From Cure to Care: How AI Screening is Protecting the Vision of Diabetic Patients in Slovakia 

In healthcare, timing can mean the difference between prevention and permanent damage. This is particularly true for people with diabetes, where complications can develop silently and often remain unnoticed until it’s too late. One of the most severe and preventable complications is diabetic retinopathy—a condition that can lead to vision loss or blindness if not detected early.

Yet, according to data from the Slovak health insurance company Dôvera, approximately 60% of diabetic patients in Slovakia do not attend regular eye examinations. This means that more than half of all people with diabetes risk losing their sight simply because they lack convenient access to preventive eye screening.

This status quo represents both a challenge and an opportunity: a challenge to current healthcare pathways and an opportunity to prove how digital innovation can shift healthcare from cure to care—from reactive treatment to proactive prevention.

Preventable Blindness Hidden in Plain Sight

Diabetic retinopathy is a silent condition. It progresses without pain or visible symptoms until vision is already compromised. Regular eye examinations can prevent up to 90% of severe vision loss caused by diabetes, yet accessibility, comfort, and logistics remain major barriers.

When we asked patients why they skip their annual eye checkups, the responses were strikingly consistent:

“I don’t have time.”
“It’s difficult to get an appointment.”
“The drops they use make my eyes blurry for hours.”

These might sound like small inconveniences, but together, they create a system-level barrier that leads to devastating consequences for individuals and increased burden for the healthcare system. The traditional care pathway—requiring patients to schedule separate ophthalmology appointments, often months in advance—simply doesn’t fit the realities of modern life.

The DIGI4Care Response: Digitalizing Screening, Simplifying Care

In Slovakia, the DIGI4Care Project, implemented by CEE HPN, is testing an innovative approach: bringing diabetic retinopathy screening directly to the diabetologist’s or general practitioner’s office, where the patient already comes for regular checkups.

Using AI diagnostic technology and a fundus camera captures an image of the patient’s retina in just a few minutes. The process is non-invasive, requires no dilation drops, and can be performed by a trained nurse. The AI system then analyzes the image, detecting early signs of retinopathy with remarkable accuracy.

If any abnormalities are detected, the patient is automatically referred to an ophthalmologist for further evaluation. This way, only those who truly need specialist care are directed onward.
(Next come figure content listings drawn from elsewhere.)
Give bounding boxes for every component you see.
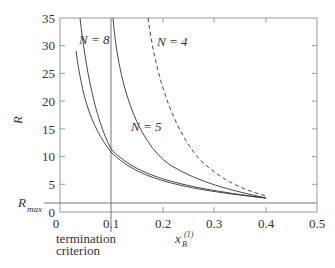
label-n8: N = 8 bbox=[78, 32, 110, 47]
y-ticks bbox=[60, 46, 317, 185]
ytick-30: 30 bbox=[42, 38, 55, 53]
x-axis-label-main: x bbox=[174, 231, 181, 246]
x-axis-label-sub: B bbox=[182, 240, 187, 249]
ytick-20: 20 bbox=[42, 94, 55, 109]
xtick-0: 0 bbox=[53, 216, 60, 231]
rmax-label-sub: max bbox=[27, 204, 42, 214]
curve-n8-lower bbox=[76, 51, 266, 198]
ytick-25: 25 bbox=[42, 66, 55, 81]
ytick-15: 15 bbox=[42, 122, 55, 137]
xtick-0.5: 0.5 bbox=[309, 216, 325, 231]
y-axis-label: R bbox=[10, 116, 25, 125]
rmax-label-main: R bbox=[17, 195, 26, 210]
chart: 35 30 25 20 15 10 5 0 0 0.1 0.2 0.3 0.4 … bbox=[0, 0, 335, 268]
x-axis-label-sup: (1) bbox=[184, 230, 194, 239]
xtick-0.3: 0.3 bbox=[206, 216, 222, 231]
ytick-5: 5 bbox=[49, 177, 56, 192]
plot-frame bbox=[60, 18, 317, 212]
ytick-10: 10 bbox=[42, 149, 55, 164]
curve-n5 bbox=[113, 18, 266, 198]
termination-label-line2: criterion bbox=[56, 243, 101, 258]
xtick-0.4: 0.4 bbox=[258, 216, 275, 231]
xtick-0.2: 0.2 bbox=[155, 216, 171, 231]
label-n5: N = 5 bbox=[130, 119, 162, 134]
label-n4: N = 4 bbox=[156, 34, 188, 49]
ytick-35: 35 bbox=[42, 11, 55, 26]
This is a defining moment in healthcare transformation: “We are not just digitalizing a process; we are redesigning the patient journey to make prevention accessible, efficient, and human-centered.”

Our pilot program in Slovakia is a proof of concept for digitalized, patient-centered healthcare. In addition to implementing AI-based screening, we’re digitalizing key elements of patient interaction:

  • Informed consent forms are collected digitally, simplifying administration and ensuring compliance.
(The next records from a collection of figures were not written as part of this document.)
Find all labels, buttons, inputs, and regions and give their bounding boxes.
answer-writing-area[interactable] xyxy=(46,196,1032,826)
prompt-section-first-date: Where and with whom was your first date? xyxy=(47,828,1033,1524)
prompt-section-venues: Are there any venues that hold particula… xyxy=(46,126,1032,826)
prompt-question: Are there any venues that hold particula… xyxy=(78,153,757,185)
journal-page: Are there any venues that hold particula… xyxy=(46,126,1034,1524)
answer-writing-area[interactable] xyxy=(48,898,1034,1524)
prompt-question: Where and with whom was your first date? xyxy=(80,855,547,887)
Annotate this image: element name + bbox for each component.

  • Patient satisfaction surveys are completed online, providing immediate feedback for improvement.

  • Specialist referrals and appointment scheduling are automated, ensuring smooth communication between diabetologists, ophthalmologists, and patients.
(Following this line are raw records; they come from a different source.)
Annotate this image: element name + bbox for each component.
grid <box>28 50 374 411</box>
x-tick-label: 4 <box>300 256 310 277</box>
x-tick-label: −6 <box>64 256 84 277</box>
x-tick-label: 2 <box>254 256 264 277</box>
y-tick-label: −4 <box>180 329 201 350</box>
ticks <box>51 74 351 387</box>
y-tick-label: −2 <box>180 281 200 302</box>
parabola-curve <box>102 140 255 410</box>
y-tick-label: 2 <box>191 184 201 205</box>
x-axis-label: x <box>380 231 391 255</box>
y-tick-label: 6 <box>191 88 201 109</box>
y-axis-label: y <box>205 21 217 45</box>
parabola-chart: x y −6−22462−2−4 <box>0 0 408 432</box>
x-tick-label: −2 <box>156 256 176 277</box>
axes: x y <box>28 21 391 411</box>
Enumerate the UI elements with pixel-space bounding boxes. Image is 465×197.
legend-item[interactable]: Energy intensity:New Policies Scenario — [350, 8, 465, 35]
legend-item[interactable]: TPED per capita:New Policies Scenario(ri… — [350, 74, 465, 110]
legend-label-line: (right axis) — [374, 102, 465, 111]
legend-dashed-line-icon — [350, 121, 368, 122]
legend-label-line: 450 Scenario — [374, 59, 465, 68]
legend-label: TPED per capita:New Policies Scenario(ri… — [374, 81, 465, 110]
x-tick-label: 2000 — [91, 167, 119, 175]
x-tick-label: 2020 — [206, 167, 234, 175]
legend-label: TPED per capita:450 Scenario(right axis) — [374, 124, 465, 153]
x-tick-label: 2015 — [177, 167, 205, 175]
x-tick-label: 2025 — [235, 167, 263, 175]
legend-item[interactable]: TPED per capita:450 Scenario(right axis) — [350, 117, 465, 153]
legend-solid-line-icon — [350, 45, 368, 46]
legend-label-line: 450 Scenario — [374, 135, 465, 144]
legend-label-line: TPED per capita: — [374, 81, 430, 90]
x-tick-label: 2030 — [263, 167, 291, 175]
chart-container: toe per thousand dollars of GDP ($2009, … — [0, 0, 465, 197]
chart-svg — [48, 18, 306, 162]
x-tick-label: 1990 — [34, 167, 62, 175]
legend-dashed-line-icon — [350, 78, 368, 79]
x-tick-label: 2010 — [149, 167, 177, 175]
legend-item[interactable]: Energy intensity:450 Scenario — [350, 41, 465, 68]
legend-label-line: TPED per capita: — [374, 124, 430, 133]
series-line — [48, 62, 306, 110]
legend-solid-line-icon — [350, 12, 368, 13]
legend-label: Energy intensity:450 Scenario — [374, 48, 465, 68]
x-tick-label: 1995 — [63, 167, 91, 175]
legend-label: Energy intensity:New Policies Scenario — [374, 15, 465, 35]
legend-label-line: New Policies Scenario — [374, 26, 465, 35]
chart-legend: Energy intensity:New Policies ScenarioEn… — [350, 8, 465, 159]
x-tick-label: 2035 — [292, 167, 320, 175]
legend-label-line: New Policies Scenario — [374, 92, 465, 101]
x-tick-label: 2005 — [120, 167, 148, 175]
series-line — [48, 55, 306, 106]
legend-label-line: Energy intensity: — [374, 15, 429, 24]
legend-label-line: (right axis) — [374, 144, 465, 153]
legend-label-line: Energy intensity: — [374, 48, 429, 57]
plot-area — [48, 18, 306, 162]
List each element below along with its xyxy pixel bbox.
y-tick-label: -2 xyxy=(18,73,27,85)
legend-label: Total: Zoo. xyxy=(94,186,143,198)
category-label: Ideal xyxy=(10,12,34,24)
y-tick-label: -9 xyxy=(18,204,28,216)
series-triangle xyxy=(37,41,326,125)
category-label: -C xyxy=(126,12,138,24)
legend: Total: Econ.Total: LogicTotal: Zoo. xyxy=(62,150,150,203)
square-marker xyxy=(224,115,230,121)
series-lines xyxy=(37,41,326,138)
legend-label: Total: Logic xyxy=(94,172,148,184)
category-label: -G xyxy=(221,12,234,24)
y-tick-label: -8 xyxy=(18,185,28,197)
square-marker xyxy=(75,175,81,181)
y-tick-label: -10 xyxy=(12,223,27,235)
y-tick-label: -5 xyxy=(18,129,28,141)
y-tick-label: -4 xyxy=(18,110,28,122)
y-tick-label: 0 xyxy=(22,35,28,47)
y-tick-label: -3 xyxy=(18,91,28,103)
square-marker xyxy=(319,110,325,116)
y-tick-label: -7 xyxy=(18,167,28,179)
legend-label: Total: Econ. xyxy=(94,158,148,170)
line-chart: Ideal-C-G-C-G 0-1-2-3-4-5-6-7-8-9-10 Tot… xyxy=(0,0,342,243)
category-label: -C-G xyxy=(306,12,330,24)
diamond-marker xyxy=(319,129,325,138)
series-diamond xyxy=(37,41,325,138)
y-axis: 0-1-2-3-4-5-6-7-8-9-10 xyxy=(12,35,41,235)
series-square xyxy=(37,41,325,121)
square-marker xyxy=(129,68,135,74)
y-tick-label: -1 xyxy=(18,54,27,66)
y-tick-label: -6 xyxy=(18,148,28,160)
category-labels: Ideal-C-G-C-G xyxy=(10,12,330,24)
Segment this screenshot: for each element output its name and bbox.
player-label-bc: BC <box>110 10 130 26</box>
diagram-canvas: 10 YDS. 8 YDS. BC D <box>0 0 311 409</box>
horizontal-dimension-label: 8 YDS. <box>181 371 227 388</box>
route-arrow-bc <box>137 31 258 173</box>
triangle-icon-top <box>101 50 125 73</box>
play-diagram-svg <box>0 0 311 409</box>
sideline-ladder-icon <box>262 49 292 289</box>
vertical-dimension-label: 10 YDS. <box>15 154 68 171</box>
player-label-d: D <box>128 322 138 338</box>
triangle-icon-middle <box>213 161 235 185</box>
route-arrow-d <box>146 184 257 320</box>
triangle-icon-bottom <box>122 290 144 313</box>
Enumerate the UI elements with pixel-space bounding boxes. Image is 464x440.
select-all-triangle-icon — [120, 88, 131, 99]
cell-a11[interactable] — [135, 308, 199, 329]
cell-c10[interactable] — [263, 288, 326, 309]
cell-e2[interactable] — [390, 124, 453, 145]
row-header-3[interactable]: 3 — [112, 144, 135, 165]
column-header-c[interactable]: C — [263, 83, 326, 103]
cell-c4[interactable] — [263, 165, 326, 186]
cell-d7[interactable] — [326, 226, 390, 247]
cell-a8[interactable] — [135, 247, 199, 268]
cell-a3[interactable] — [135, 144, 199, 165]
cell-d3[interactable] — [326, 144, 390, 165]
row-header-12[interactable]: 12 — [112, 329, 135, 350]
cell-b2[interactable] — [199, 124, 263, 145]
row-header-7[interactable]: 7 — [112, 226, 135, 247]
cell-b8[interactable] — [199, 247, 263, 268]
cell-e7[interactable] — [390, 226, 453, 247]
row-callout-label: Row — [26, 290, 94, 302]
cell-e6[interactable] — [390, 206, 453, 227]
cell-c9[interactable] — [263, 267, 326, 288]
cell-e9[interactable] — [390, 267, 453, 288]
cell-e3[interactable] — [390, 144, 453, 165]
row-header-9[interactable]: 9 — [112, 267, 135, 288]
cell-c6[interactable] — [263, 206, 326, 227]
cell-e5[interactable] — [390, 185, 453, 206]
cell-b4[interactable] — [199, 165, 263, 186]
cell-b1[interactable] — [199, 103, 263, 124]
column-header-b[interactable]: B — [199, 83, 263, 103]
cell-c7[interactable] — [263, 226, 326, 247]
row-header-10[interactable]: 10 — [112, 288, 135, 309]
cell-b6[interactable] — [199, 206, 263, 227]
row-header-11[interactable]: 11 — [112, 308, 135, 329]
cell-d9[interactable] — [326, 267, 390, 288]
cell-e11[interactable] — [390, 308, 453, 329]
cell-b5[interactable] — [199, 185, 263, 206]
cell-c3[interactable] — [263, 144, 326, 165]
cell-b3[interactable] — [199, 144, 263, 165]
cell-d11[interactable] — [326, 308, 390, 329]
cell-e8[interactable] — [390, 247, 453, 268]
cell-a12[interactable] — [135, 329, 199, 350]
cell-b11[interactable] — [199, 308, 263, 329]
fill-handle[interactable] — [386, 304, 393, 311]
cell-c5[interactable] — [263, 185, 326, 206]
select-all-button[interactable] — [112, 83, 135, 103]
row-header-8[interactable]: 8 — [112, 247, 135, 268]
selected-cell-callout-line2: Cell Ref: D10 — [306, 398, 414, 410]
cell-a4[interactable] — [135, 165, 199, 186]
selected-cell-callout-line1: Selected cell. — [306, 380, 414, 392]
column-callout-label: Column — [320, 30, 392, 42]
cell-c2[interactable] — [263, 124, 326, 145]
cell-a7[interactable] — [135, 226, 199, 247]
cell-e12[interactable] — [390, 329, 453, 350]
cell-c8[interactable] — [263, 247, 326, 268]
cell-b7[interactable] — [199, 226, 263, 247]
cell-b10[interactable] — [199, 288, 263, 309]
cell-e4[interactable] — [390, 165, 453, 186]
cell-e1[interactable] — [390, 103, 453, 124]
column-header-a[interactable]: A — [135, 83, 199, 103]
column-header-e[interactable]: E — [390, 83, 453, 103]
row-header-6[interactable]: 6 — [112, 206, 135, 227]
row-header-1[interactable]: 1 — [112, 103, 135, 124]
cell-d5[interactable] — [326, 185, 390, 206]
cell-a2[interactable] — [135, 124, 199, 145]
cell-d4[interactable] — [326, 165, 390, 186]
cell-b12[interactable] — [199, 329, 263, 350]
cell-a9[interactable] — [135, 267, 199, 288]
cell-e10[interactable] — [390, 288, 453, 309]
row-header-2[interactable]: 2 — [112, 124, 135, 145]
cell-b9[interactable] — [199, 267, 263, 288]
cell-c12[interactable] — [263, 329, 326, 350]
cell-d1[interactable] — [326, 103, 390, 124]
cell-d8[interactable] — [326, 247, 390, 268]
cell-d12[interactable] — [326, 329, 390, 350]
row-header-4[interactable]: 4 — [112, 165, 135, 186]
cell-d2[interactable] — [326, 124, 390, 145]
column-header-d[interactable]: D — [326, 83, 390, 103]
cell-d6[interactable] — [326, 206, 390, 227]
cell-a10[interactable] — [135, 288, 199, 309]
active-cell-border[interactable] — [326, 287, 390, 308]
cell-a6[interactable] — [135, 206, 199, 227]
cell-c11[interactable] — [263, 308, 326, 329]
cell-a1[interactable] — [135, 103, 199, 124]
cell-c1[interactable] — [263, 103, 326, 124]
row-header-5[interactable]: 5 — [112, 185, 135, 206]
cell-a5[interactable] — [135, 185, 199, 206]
Each step represents a small but significant move toward a more connected and efficient healthcare ecosystem.

Digital transformation in healthcare is not about technology alone—it’s about mindset. It requires collaboration, trust, and an unwavering focus on the human element because innovation doesn’t happen in laboratories or boardrooms—it happens in real interactions between doctors, nurses, and patientsin a system where care is proactive, prevention is accessible, and patients remain at the center.

The DIGI4Care journey is still unfolding, but one thing is clear: digitalization is not the future of healthcare—it’s the present. And perhaps that’s what “digital healthcare” truly means:
Making every second of care count.

Written by: Noemi Forgáčová, CEE HPN

banner

27/02/2026

By

Share on social media:

Would you like to receive project updates?